Should patients be charged for using A&E? That’s the question on many of the front pages this morning, with widespread coverage of a Doctors.net.uk poll of more than 800 GPs which found that a third support a small charge.

The Daily Mirror says that many GPs believe making patents pay up to £10 each time they visit an A&E department would slash the numbers visiting with minor complaints; the Independent though points out that GPs who supported the move also said that the fee should be refunded if the attendance at A&E was found to be necessary.

The Daily Mail warns that ‘the findings will prompt anger among members of the public who feel they have no choice but to go to casualty because they can’t see their GP – especially at evenings and weekends’. It goes on to quote Pulse’s story yesterday about a dozen GP practices in London facing breach of contract notices for closing early over Christmas.

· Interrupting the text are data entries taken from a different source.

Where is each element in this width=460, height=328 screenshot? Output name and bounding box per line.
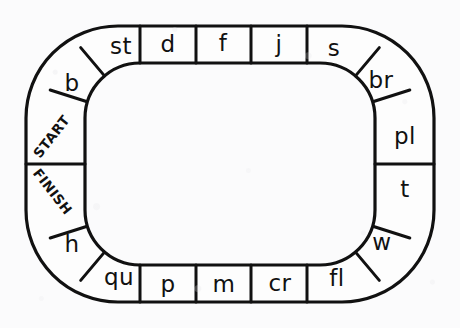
inner-oval-outline xyxy=(85,63,375,265)
cell-label-f[interactable]: f xyxy=(219,30,228,56)
cell-label-m[interactable]: m xyxy=(213,271,236,297)
cell-label-s[interactable]: s xyxy=(328,35,340,61)
cell-label-fl[interactable]: fl xyxy=(329,265,345,291)
cell-label-p[interactable]: p xyxy=(160,271,175,297)
cell-label-br[interactable]: br xyxy=(368,67,393,93)
cell-label-t[interactable]: t xyxy=(400,176,410,202)
cell-label-d[interactable]: d xyxy=(160,31,175,57)
cell-label-cr[interactable]: cr xyxy=(268,270,291,296)
board-game-canvas: st d f j s br pl t w fl cr m p qu h FINI… xyxy=(0,0,460,328)
cell-label-qu[interactable]: qu xyxy=(104,264,134,290)
cell-label-st[interactable]: st xyxy=(110,33,132,59)
cell-label-h[interactable]: h xyxy=(64,231,79,257)
cell-label-b[interactable]: b xyxy=(64,70,79,96)
oval-track-svg: st d f j s br pl t w fl cr m p qu h FINI… xyxy=(0,0,460,328)
cell-label-j[interactable]: j xyxy=(275,31,283,57)
cell-label-w[interactable]: w xyxy=(372,229,391,255)
cell-label-pl[interactable]: pl xyxy=(394,123,416,149)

The BBC reports that the number of overweight adults in the developing world has almost quadrupled since 1980 and now stands at almost one billion.

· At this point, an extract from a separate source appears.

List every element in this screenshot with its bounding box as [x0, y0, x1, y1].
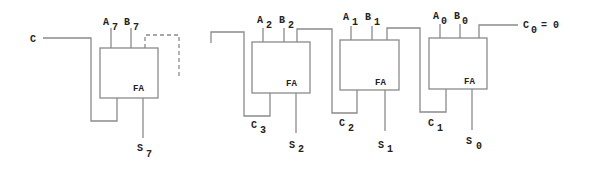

The Overseas Development Institute – a think tank – has published a report laying out the scale of the global obesity crisis and warning that 34% of adults across the world had a BMI of more than 25 in 2008.

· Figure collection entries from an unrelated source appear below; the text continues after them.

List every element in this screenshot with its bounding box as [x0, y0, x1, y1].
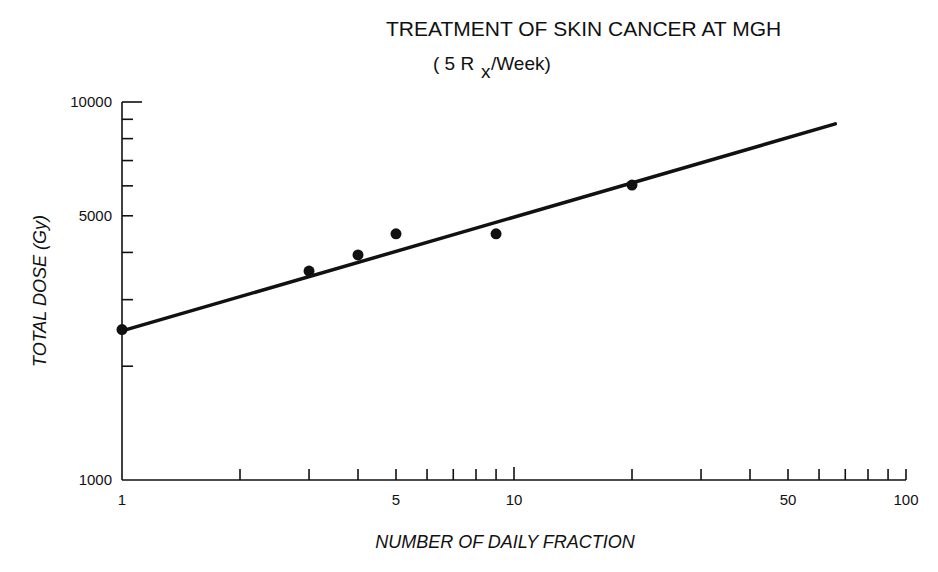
plot-area [117, 124, 836, 335]
x-tick-label: 10 [506, 491, 523, 508]
x-tick-label: 50 [780, 491, 797, 508]
fit-line [122, 124, 835, 331]
subtitle-prefix: ( 5 R [433, 53, 474, 74]
data-point [353, 249, 364, 260]
tick-labels: 1510501001000500010000 [70, 93, 918, 508]
x-axis-label: NUMBER OF DAILY FRACTION [375, 532, 636, 552]
data-point [390, 228, 401, 239]
chart-title: TREATMENT OF SKIN CANCER AT MGH [386, 17, 781, 40]
y-tick-label: 5000 [79, 207, 112, 224]
data-point [491, 228, 502, 239]
chart: TREATMENT OF SKIN CANCER AT MGH ( 5 R x … [0, 0, 938, 572]
x-tick-label: 100 [893, 491, 918, 508]
x-tick-label: 1 [118, 491, 126, 508]
y-tick-label: 10000 [70, 93, 112, 110]
subtitle-suffix: /Week) [491, 53, 551, 74]
axes [122, 102, 906, 480]
y-tick-label: 1000 [79, 471, 112, 488]
subtitle-subscript: x [481, 61, 491, 82]
x-tick-label: 5 [392, 491, 400, 508]
y-axis-label: TOTAL DOSE (Gy) [30, 215, 50, 367]
chart-subtitle: ( 5 R x /Week) [433, 53, 551, 82]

A ‘damning report’ by the Public Accounts Committee into clinical trials is covered in the Independent, with MPs concluding that drug companies ‘routinely and legally’ withhold the results of trials. According to the report, ‘trials which gave a favourable verdict’ were ‘about twice as likely to be published as trials giving unfavourable results’.

And finally, the Daily Mail covers a study published in the online journal Neurology which found that suffering a bout of shingles before you are 40 is linked to a 74% increased risk of stroke and a 50% increased risk of heart attack.

The study’s author, University College London’s Dr Judith Breuer, said: ‘Anyone with shingles, and especially younger people, should be screened for stroke risk factors.’